There are three possible structures that provide compensation for functions in patients with a lesion of the nervous system:
- preserved elements of the damaged structure;
- structures that are close in functional terms;
- additional structures and mechanisms. It should be noted that the substitution mechanisms involving these structures often act in a friendly manner in the compensatory act, but their sequential inclusion is more likely.
In functional restructuring aimed at compensating for impaired functions, the nervous system manifests itself as a single whole due to reflex mechanisms of various complexity, respectively, closing at different levels:
- autonomic ganglia;
- integrative-coordinative apparatus of the spinal cord;
- analyzer-coordinator apparatus of various analyzers;
- system of analyzers.
In patients with pathology of the nervous system, the compensatory mechanisms undergo, according to OG Kogan and VL Naidin (1988), the following stages: a) inclusion; b) formation; c) improvement; d) stabilization.

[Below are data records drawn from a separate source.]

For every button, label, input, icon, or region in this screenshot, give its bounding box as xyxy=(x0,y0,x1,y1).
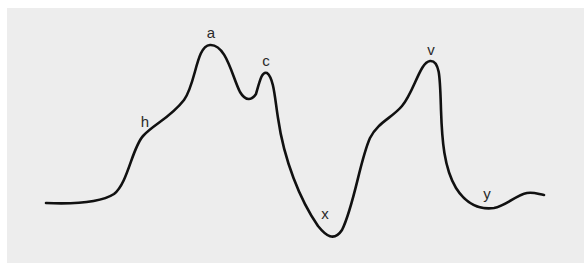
waveform-curve xyxy=(46,45,544,237)
label-y: y xyxy=(483,186,491,201)
label-x: x xyxy=(321,206,329,221)
label-h: h xyxy=(141,114,149,129)
label-c: c xyxy=(262,53,270,68)
waveform-diagram xyxy=(0,0,588,270)
label-v: v xyxy=(427,42,435,57)
label-a: a xyxy=(207,25,215,40)
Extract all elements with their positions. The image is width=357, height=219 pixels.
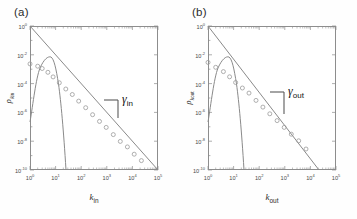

The onset period starts immediately after, for example, brain damage. The initial moment of it, obviously, is the lack of an appropriate afferentation in the above-mentioned sections of the CNS both by specific and by non-specific conducting paths.
The formation of compensation is physiologically associated with the search for a model of the compensatory mechanism necessary to replace this impaired function. The human organism, unlike a robot, actively accomplishes such a task by not using the method of "trial and error", but by predicting a probable and necessary future, in this connection, the compensatory mechanism immediately includes those systems that are most likely and expedient to compensate this structural and functional defect.
The period of improvement of the compensatory mechanisms is the most prolonged and lasts throughout the restorative as well as the residual period.
Long training compensatory mechanisms can provide sufficient compensation for impaired functions, but at a certain stage further improvement of complex reflex mechanisms does not lead to a significant change, i.e. Stabilization of compensation begins. In this period, a dynamically stable equilibrium of the human body with a definite structural and functional defect in the external environment is established.
A necessary condition for the stability of compensations arising in the pathology of the nervous system is the systematic training and use of compensatory mechanisms in life (household and industrial activities).
The close interconnection and interdependence of the basic sanogenetic mechanisms - restitution, regeneration, compensation - provides a certain degree of restoration of the physiological functions of the organism and adaptation of man to the environment with the fulfillment of the corresponding social functions. It is precisely these basic sanogenetic processes that rehabilitation measures should be aimed at to promote the stimulation of mechanisms of restoring structure and function in patients with nervous system damage.